The firm, charged by the Securities and Exchange Commission with securities fraud, also reportedly sold mortgage-related investment products to clients and then “bet” that those products would fail by taking what are called “short” positions in the market – a decision that reaped the company billions of dollars when the housing market did indeed collapse.
Senator Collins noted that top-tier investment banks such as Goldman Sachs do not have a fiduciary responsibility to their clients, something that financial advisers do have. The results, she said, “are conflicts of interest” that helped create the economic damage that ensued.
The hearing was the latest before the Senate’s Permanent Subcommittee on Investigations, headed by Sen. Carl Levin (D-Mich.), which is examining the roles of various industry sectors in the collapse of financial markets. Senator Collins gave an opening statement at the start of Tuesday’s hearing. That text is below:
“Mr. Chairman, thank you for leading this investigation into the root causes of the Great Recession of 2008. You and the Ranking Member, Senator Coburn, have cast a bright light into the dark corners of financial institutions that helped to inflate the housing bubble and then reaped billions of dollars when it burst, leaving millions of Americans in debt and jobless, with destroyed dreams and financial insecurity.
“This investigation raises two overarching issues. First, we must recognize that the dynamic innovation of our capital markets can have a downside. It can produce pain rather than prosperity. Financial markets require updated and effective regulation to help prevent excesses that can inflict great harm on wholly innocent Americans — be they workers, retirees, or small business owners.
“The lack of regulation of the trillions of dollars in credit default swaps is a prime example. That is why it is so important that financial regulatory reform legislation include a council of regulators whose job it will be to assess systemic risk and to identify regulatory gaps.
“I recognize that even measured regulation may limit the potential benefits that unfettered markets can produce. The question, however, is whether those benefits are outweighed by the terrible harm such markets can cause. Recent history certainly suggests that is the case, that the combination of lax or absent regulation plus unbridled greed can produce devastating results.
“Second, even legal practices may raise ethical concerns. Assuming Goldman’s role as a market maker and its desire to hedge its risk provided legal justification for some of its practices — a question that must ultimately be decided by the courts — there is something unseemly about Goldman betting against the housing market at the same time that it is selling to its clients mortgage-backed securities containing toxic loans.
“And it is unsettling to read emails of Goldman executives celebrating the collapse of the housing market when the reality for millions of Americans is lost homes and disappearing jobs. That is especially the case in light of Goldman’s decision to opt for status as a bank holding company to secure benefits effectively underwritten, at least in part, by those same Americans.
“During its previous hearings on the financial crisis, this Subcommittee revealed the reckless, and at times predatory, lending behavior of some mortgage brokers and banks like Washington Mutual. These banks discarded decades of reliable and pragmatic lending practices. Instead, they opted to offer high-risk loans to borrowers whom they knew could not afford to repay them.
“The system must be reformed so that Wall Street banks are not seen as unscrupulous operators who seek to profit from the public’s misfortune, even as they are pitching toxic investments and even as hard-working, struggling taxpayers are left to pick up the tab.”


-- WHAT YOU WILL DO --
Please restate each line of the material word for word and omit any pictures.

-- INFORMATION SUPPLIED --

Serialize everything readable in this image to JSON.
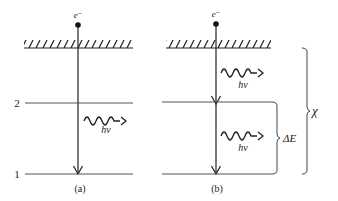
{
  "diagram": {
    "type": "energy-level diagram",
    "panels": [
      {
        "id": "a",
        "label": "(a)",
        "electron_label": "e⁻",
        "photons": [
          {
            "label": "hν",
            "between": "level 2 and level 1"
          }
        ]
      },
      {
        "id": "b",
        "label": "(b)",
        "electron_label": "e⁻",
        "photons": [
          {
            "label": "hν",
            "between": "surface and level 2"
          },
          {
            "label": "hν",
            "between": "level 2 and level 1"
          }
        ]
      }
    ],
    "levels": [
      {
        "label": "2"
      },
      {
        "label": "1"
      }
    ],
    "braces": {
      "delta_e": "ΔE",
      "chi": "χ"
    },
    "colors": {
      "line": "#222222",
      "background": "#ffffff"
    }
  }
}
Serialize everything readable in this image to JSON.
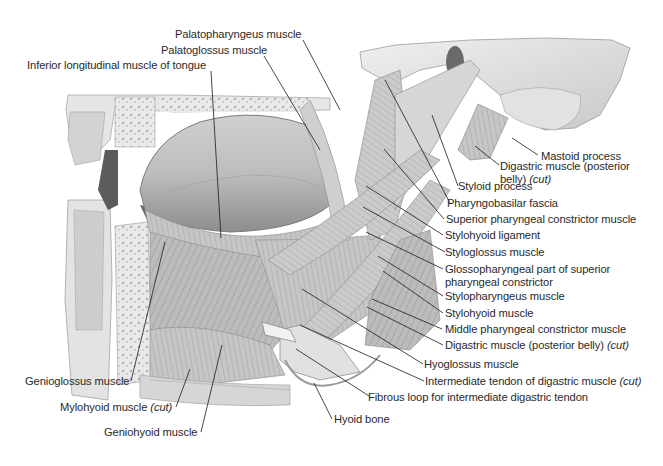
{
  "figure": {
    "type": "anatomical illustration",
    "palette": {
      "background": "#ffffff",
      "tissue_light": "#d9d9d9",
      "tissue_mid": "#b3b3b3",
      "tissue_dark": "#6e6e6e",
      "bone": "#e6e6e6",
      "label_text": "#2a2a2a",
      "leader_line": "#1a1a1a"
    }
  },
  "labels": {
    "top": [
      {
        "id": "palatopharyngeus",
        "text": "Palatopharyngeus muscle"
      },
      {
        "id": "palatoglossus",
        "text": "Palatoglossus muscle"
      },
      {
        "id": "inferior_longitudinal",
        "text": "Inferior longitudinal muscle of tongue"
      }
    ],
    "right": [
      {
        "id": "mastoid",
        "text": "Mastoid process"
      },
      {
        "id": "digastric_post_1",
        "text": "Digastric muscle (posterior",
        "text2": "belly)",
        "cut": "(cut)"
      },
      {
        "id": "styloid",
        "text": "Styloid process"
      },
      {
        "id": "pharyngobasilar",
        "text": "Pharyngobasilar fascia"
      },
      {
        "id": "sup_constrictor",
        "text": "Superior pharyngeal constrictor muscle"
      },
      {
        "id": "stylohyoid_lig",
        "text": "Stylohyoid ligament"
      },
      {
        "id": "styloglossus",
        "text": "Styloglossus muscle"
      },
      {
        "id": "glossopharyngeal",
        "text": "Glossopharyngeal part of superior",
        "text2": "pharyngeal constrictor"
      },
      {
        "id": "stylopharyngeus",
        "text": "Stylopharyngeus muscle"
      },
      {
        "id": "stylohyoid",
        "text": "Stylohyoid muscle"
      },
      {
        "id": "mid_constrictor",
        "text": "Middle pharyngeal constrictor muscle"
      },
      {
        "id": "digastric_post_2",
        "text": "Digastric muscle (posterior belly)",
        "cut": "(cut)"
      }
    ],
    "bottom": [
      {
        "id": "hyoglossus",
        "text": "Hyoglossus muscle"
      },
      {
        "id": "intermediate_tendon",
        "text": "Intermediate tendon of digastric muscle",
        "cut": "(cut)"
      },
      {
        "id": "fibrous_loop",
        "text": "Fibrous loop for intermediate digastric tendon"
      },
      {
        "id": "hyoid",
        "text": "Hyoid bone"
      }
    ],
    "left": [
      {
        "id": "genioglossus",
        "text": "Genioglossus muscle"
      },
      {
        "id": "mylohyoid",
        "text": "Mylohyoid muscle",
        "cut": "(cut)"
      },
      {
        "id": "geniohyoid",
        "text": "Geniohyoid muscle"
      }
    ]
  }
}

-- REPLY --
Serialize everything readable in this image to JSON.
{
  "diagram": {
    "type": "energy-level diagram",
    "panels": [
      {
        "id": "a",
        "label": "(a)",
        "electron_label": "e⁻",
        "photons": [
          {
            "label": "hν",
            "between": "level 2 and level 1"
          }
        ]
      },
      {
        "id": "b",
        "label": "(b)",
        "electron_label": "e⁻",
        "photons": [
          {
            "label": "hν",
            "between": "surface and level 2"
          },
          {
            "label": "hν",
            "between": "level 2 and level 1"
          }
        ]
      }
    ],
    "levels": [
      {
        "label": "2"
      },
      {
        "label": "1"
      }
    ],
    "braces": {
      "delta_e": "ΔE",
      "chi": "χ"
    },
    "colors": {
      "line": "#222222",
      "background": "#ffffff"
    }
  }
}
Serialize everything readable in this image to JSON.
{
  "figure": {
    "type": "anatomical illustration",
    "palette": {
      "background": "#ffffff",
      "tissue_light": "#d9d9d9",
      "tissue_mid": "#b3b3b3",
      "tissue_dark": "#6e6e6e",
      "bone": "#e6e6e6",
      "label_text": "#2a2a2a",
      "leader_line": "#1a1a1a"
    }
  },
  "labels": {
    "top": [
      {
        "id": "palatopharyngeus",
        "text": "Palatopharyngeus muscle"
      },
      {
        "id": "palatoglossus",
        "text": "Palatoglossus muscle"
      },
      {
        "id": "inferior_longitudinal",
        "text": "Inferior longitudinal muscle of tongue"
      }
    ],
    "right": [
      {
        "id": "mastoid",
        "text": "Mastoid process"
      },
      {
        "id": "digastric_post_1",
        "text": "Digastric muscle (posterior",
        "text2": "belly)",
        "cut": "(cut)"
      },
      {
        "id": "styloid",
        "text": "Styloid process"
      },
      {
        "id": "pharyngobasilar",
        "text": "Pharyngobasilar fascia"
      },
      {
        "id": "sup_constrictor",
        "text": "Superior pharyngeal constrictor muscle"
      },
      {
        "id": "stylohyoid_lig",
        "text": "Stylohyoid ligament"
      },
      {
        "id": "styloglossus",
        "text": "Styloglossus muscle"
      },
      {
        "id": "glossopharyngeal",
        "text": "Glossopharyngeal part of superior",
        "text2": "pharyngeal constrictor"
      },
      {
        "id": "stylopharyngeus",
        "text": "Stylopharyngeus muscle"
      },
      {
        "id": "stylohyoid",
        "text": "Stylohyoid muscle"
      },
      {
        "id": "mid_constrictor",
        "text": "Middle pharyngeal constrictor muscle"
      },
      {
        "id": "digastric_post_2",
        "text": "Digastric muscle (posterior belly)",
        "cut": "(cut)"
      }
    ],
    "bottom": [
      {
        "id": "hyoglossus",
        "text": "Hyoglossus muscle"
      },
      {
        "id": "intermediate_tendon",
        "text": "Intermediate tendon of digastric muscle",
        "cut": "(cut)"
      },
      {
        "id": "fibrous_loop",
        "text": "Fibrous loop for intermediate digastric tendon"
      },
      {
        "id": "hyoid",
        "text": "Hyoid bone"
      }
    ],
    "left": [
      {
        "id": "genioglossus",
        "text": "Genioglossus muscle"
      },
      {
        "id": "mylohyoid",
        "text": "Mylohyoid muscle",
        "cut": "(cut)"
      },
      {
        "id": "geniohyoid",
        "text": "Geniohyoid muscle"
      }
    ]
  }
}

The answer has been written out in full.